Wednesday, February 15, 2006

Motivation Mountain

Since I want to talk about motivation, I want to talk about “Brokeback Mountain.” And not about my motivation to see it.

Wife, a friend, and I saw “Brokeback Mountain” a few days ago, and after seeing it, wondered what all the fuss was about. OK, it’s a big-budget epic involving two gay characters, a first for Hollywood. But it’s still your basic love story, except with two guys, who can never be together because of the times in which they live. (Think of "Roman Holliday" without Audrey, Rome, Eddie Albert, or comedy). Lots of gorgeous scenery, horses, sheep, drinking, smoking, mumbling, averted stares. Just happens to be two guys.

Sadly, “Brokeback Mountain” moves about as fast as a vehicle in the middle of a ten-car pileup. The movie is all about love unfulfilled, love repressed, love stymied. Nobody is ever happy. This seems to be Ang Lee’s stock in trade. “Sense and Sensibility.” “The Wedding Banquet.” “The Ice Storm.”



Give me one good reason

Even in the totally awesome “Crouching Tiger, Hidden Dragon,” the central tenet is that love does not conquer all. “Brokeback Mountain” is “Crouching Tiger” without any ass-kickin’ fights. I mean, if Chow Yun-Fat could not find it in his bones to jump Michelle Yeoh, he musta been seriously repressed.

There’s almost no sex in “Brokeback Mountain,” which even us straight men could have watched more of, if only to break up the boredom. (At least, a lot more hot man-on-man action* would make angry homophobes patently crawl with disgust -- because they might like it.)

The specific motivations of the two cowpokes stuck up on Brokeback tending sheep, Ennis and Jack, are never given voice. We’re supposed to infer their hidden desire by sideways glances and furtive looks. And the fact that Ennis speaks an entire sentence to Jack.

As they share a tent one night in the mountains, they give in to their nature, and, though they proclaim they ain’t queer, it was a one-shot deal, their proclamation is about as convincing as me telling Wife, “Oh, my forgetting to flush the toilet -- don’t worry, that was a one-shot deal.”

Their subconscious motivation -- they’re gay, they’ve fallen in love, and opportunity presented itself -- is obvious, even if they aren’t aware of it. And that is what I find interesting.

Motivation is the point, and it’s a sore spot of mine when it comes to writing. Because I’m lousy at it, and don’t think enough about it. Unfortunately, knowing a character's motivations is about 95 percent of the battle.

In a fiction workshop, when one is asked the reason why one of your characters slept with his best friend’s girl or blew everyone away with a Kalashnikov or masturbated on the front lawn of his junior high school in front of Principal Skinner, the worst answer you can give, the one that will earn the most scorn of teacher and students and make you look like a Blithering Idiot is, “He did it because he just did.”

Sadly, yours truly was the one uttering those blasphemous words. As a young writer, the idea that characters needed motivation was alien to me. They did what they did because that’s what they did. Jesus Christ! Isn’t it obvious? But such insouciance does not a good writer make. Even if it’s not clear to the reader, the writer needs to know what makes their characters tick, beyond the usual lust for power type of stuff, which we know makes all men tick.

Actors totally have it over writers here. You go into any Acting 101 class, and you hear the same mantra everywhere: what’s the character’s motivation? Why is she doing this? What does she want out of this situation, this person, this life? Why does Ennis want to shag Jack, then keep him at arm’s length?

My motivation for writing this blog, for instance, is to garner all the power, wealth, fame, money, and chix that I can lay my grimy, ink-stained hands upon. (It’s working really well). That’s the only reason I write. That’s the only reason I live.

Don’t tell Wife.

*(I do not use the phrase “hot man-on-man action” as a cheap way to attract people looking for sexual content via search engines. I mean, if there’s hot man-on-man action, there’s hot man-on-man action, and no amount of mentioning hot man-on-man action is going to eliminate hot man-on-man action that’s in hot man-on-man action. I mean, hot man-on-man action.)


Task brief >> Each line below that holds the word "plot" counts once. Say how many such lines there are, and no more.
━━ Material provided
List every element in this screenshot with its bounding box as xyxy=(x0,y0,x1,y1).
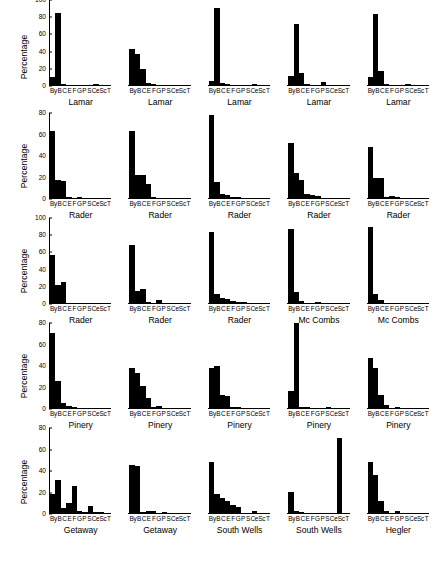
chart-panel: ByBCEFGPSCeScTPinery xyxy=(113,323,192,428)
x-tick-label: Ce xyxy=(330,86,338,95)
axis-area xyxy=(272,218,349,304)
chart-panel: ByBCEFGPSCeScTMc Combs xyxy=(352,218,431,323)
bar xyxy=(315,302,320,303)
bar xyxy=(252,84,257,85)
panel-site-label: Getaway xyxy=(129,525,190,536)
y-tick-label: 40 xyxy=(39,266,46,273)
axis-area xyxy=(272,323,349,409)
bar xyxy=(66,197,71,198)
bar xyxy=(337,438,342,513)
x-tick-label: T xyxy=(186,86,191,95)
x-tick-label: By xyxy=(209,86,216,95)
chart-panel: 020406080ByBCEFGPSCeScTPinery xyxy=(34,323,113,428)
chart-row: Percentage020406080ByBCEFGPSCeScTGetaway… xyxy=(0,428,431,536)
bar xyxy=(288,492,293,513)
chart-panel: ByBCEFGPSCeScTSouth Wells xyxy=(272,428,351,536)
x-tick-label: T xyxy=(424,86,429,95)
chart-panel: ByBCEFGPSCeScTHegler xyxy=(352,428,431,536)
bar xyxy=(72,407,77,408)
axis-area xyxy=(193,113,270,199)
x-tick-label: Sc xyxy=(338,514,345,523)
y-axis-label: Percentage xyxy=(19,34,29,78)
y-tick-label: 0 xyxy=(42,301,46,308)
panel-site-label: Lamar xyxy=(368,97,429,108)
bar-group xyxy=(368,0,427,85)
bar xyxy=(77,197,82,198)
x-tick-label: T xyxy=(345,304,350,313)
x-tick-labels: ByBCEFGPSCeScT xyxy=(288,409,349,420)
y-axis-label: Percentage xyxy=(19,460,29,504)
x-tick-labels: ByBCEFGPSCeScT xyxy=(129,86,190,97)
axis-area xyxy=(352,0,429,86)
chart-panel: ByBCEFGPSCeScTRader xyxy=(113,113,192,218)
chart-panel: 020406080ByBCEFGPSCeScTGetaway xyxy=(34,428,113,536)
y-tick-labels: 020406080 xyxy=(34,428,49,514)
x-tick-label: T xyxy=(345,514,350,523)
x-tick-label: Sc xyxy=(338,86,345,95)
x-tick-label: Sc xyxy=(417,86,424,95)
panel-site-label: South Wells xyxy=(209,525,270,536)
chart-row: Percentage020406080100ByBCEFGPSCeScTRade… xyxy=(0,218,431,323)
plot-area xyxy=(352,218,431,304)
x-tick-label: By xyxy=(129,86,136,95)
x-tick-label: Ce xyxy=(330,304,338,313)
x-tick-label: Sc xyxy=(258,514,265,523)
axis-area xyxy=(113,113,190,199)
x-tick-labels: ByBCEFGPSCeScT xyxy=(50,409,111,420)
axis-area: 020406080 xyxy=(34,113,111,199)
bar-group xyxy=(209,0,268,85)
chart-row: Percentage020406080ByBCEFGPSCeScTRaderBy… xyxy=(0,113,431,218)
bar xyxy=(299,301,304,303)
x-tick-labels: ByBCEFGPSCeScT xyxy=(129,514,190,525)
chart-row: Percentage020406080ByBCEFGPSCeScTPineryB… xyxy=(0,323,431,428)
plot-area xyxy=(352,0,431,86)
chart-panel: ByBCEFGPSCeScTLamar xyxy=(352,0,431,113)
x-tick-labels: ByBCEFGPSCeScT xyxy=(368,514,429,525)
axis-area: 020406080100 xyxy=(34,218,111,304)
panel-site-label: Lamar xyxy=(288,97,349,108)
bar xyxy=(384,511,389,513)
bar-group xyxy=(50,428,109,513)
plot-area xyxy=(193,0,272,86)
y-tick-label: 20 xyxy=(39,66,46,73)
x-tick-label: By xyxy=(50,409,57,418)
x-tick-label: Sc xyxy=(338,409,345,418)
x-tick-label: Ce xyxy=(330,409,338,418)
x-tick-label: T xyxy=(265,304,270,313)
x-tick-labels: ByBCEFGPSCeScT xyxy=(288,199,349,210)
x-tick-labels: ByBCEFGPSCeScT xyxy=(50,304,111,315)
plot-area: 020406080 xyxy=(34,428,113,514)
x-tick-label: T xyxy=(424,199,429,208)
axis-area xyxy=(352,428,429,514)
bar-group xyxy=(129,0,188,85)
axis-area xyxy=(113,323,190,409)
bar xyxy=(304,407,309,408)
panel-site-label: Lamar xyxy=(209,97,270,108)
bar-group xyxy=(129,428,188,513)
plot-area xyxy=(352,428,431,514)
plot-area xyxy=(193,113,272,199)
x-tick-label: By xyxy=(368,86,375,95)
plot-area: 020406080100 xyxy=(34,0,113,86)
plot-area xyxy=(193,428,272,514)
x-tick-labels: ByBCEFGPSCeScT xyxy=(129,409,190,420)
axis-area xyxy=(193,218,270,304)
x-tick-label: Ce xyxy=(409,304,417,313)
x-tick-label: Sc xyxy=(99,199,106,208)
x-tick-label: Sc xyxy=(99,409,106,418)
x-tick-label: By xyxy=(209,199,216,208)
x-tick-labels: ByBCEFGPSCeScT xyxy=(209,514,270,525)
y-tick-labels: 020406080100 xyxy=(34,218,49,304)
x-tick-label: Ce xyxy=(250,304,258,313)
x-tick-label: Sc xyxy=(417,409,424,418)
x-tick-label: By xyxy=(129,304,136,313)
y-axis-label: Percentage xyxy=(19,353,29,397)
x-tick-label: By xyxy=(209,514,216,523)
x-tick-label: T xyxy=(186,304,191,313)
multi-panel-bar-chart-figure: Percentage020406080100ByBCEFGPSCeScTLama… xyxy=(0,0,431,567)
y-tick-labels: 020406080 xyxy=(34,113,49,199)
y-axis-label-wrap: Percentage xyxy=(0,0,34,113)
x-tick-label: Ce xyxy=(171,199,179,208)
bar xyxy=(135,466,140,513)
x-tick-label: Sc xyxy=(99,514,106,523)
━━━━
Exercise output >> 8